Another article mentioned she had won prizes for her poetry for three years in a row.
Her Thoughts on Writing Poetry
In the same profile that included information about her travels, Elizabeth-Ellen provided some insight into her thoughts about writing poetry.
“I don’t begin to write to deal with a specific subject. It comes when I’m working or talking with others. Sometimes an entire poem will come into your mind and can be written without any revision. You store up in your mind impressions and may not use them for years. Then something will trigger a creative thought.”
According to the article,
“Often she feels handicapped because her character demands that she do things in an organized, systematic manner. She is a constant inquirer, yet precise and definite in her search for new knowledge and information.
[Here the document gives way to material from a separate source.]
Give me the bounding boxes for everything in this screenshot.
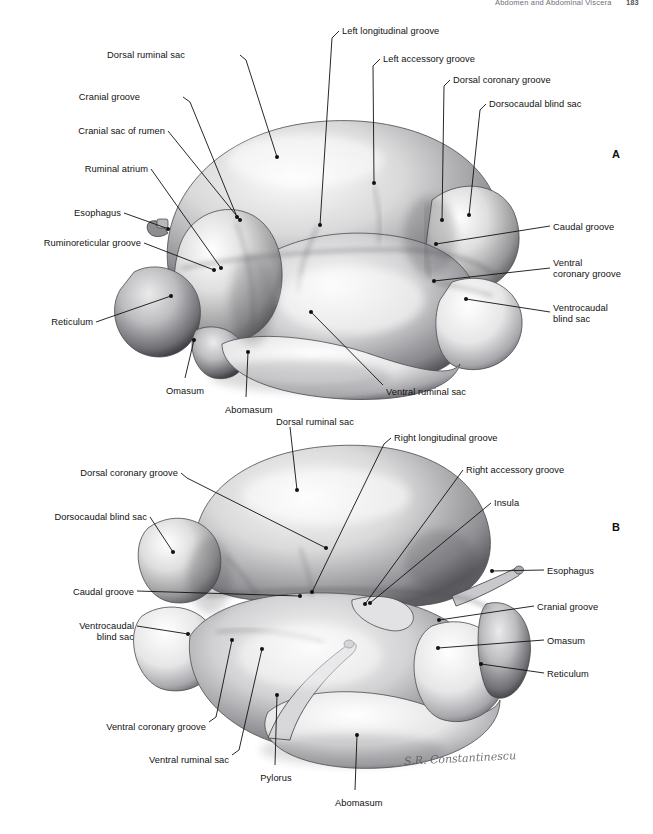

Her English literature background influences her proper use of words and expressions, her denial “that usage makes it acceptable.””
On being a poet, she is quoted,
“I don’t really flatter myself to think I’m a poet. I write verse. Some things I’ve done, a very few, qualify as real poems, but most are verse… There’s a need for verse because not everyone is going to read or understand poetry… In painting you might not be a Leonardo de Vinci or Michelangelo, but if you enjoy doing it and someone flatters you by enjoying it, then that’s all you need, isn’t it?”
Her Book
Her one book, as far as I know, is These I’ve Loved (1948), and I have a copy.
All of the poems in the book have nature themes of some kind, many relate to farming, and some relate to gardening, including Death of an Old Gardener.
He loved you, Earth,
Be kind to him
Who crooked-backed
And bent of limb
Comes now at last
To share your bed,
His youth long gone,
His vigor fled,
He loved you, Earth,
He never knew
That there was aught
But good in you,
With shrub and vine,
With flowers and trees
He proved his love,
Be kind now, please!
For that poem alone, I’m going to assume that Elizabeth-Ellen was certainly acquainted with gardening—enough to write poetry about it—and that is why I’ve decided to include her as a Lost Lady of Garden Writing.
Do you know of other women authors of gardening books that I should research as Lost Ladies of Garden Writing? Send them my way via a comment or email!
And if you find these articles interesting and think others will, too, please share them and/or subscribe.
I’ll return with the next Lost Lady of Garden Writing article in two weeks. In the meantime, you can find me in several places: my website and blog, The Gardenangelists podcast, and my weekly newsletter, In the Garden With Carol.
“…but if you enjoy doing it and someone flatters you by enjoying it, then that’s all you need, isn’t it?” ~ Elizabeth-Ellen Long
Do you know if her contributions to all those magazines were primarily her poems, or did she write articles as well?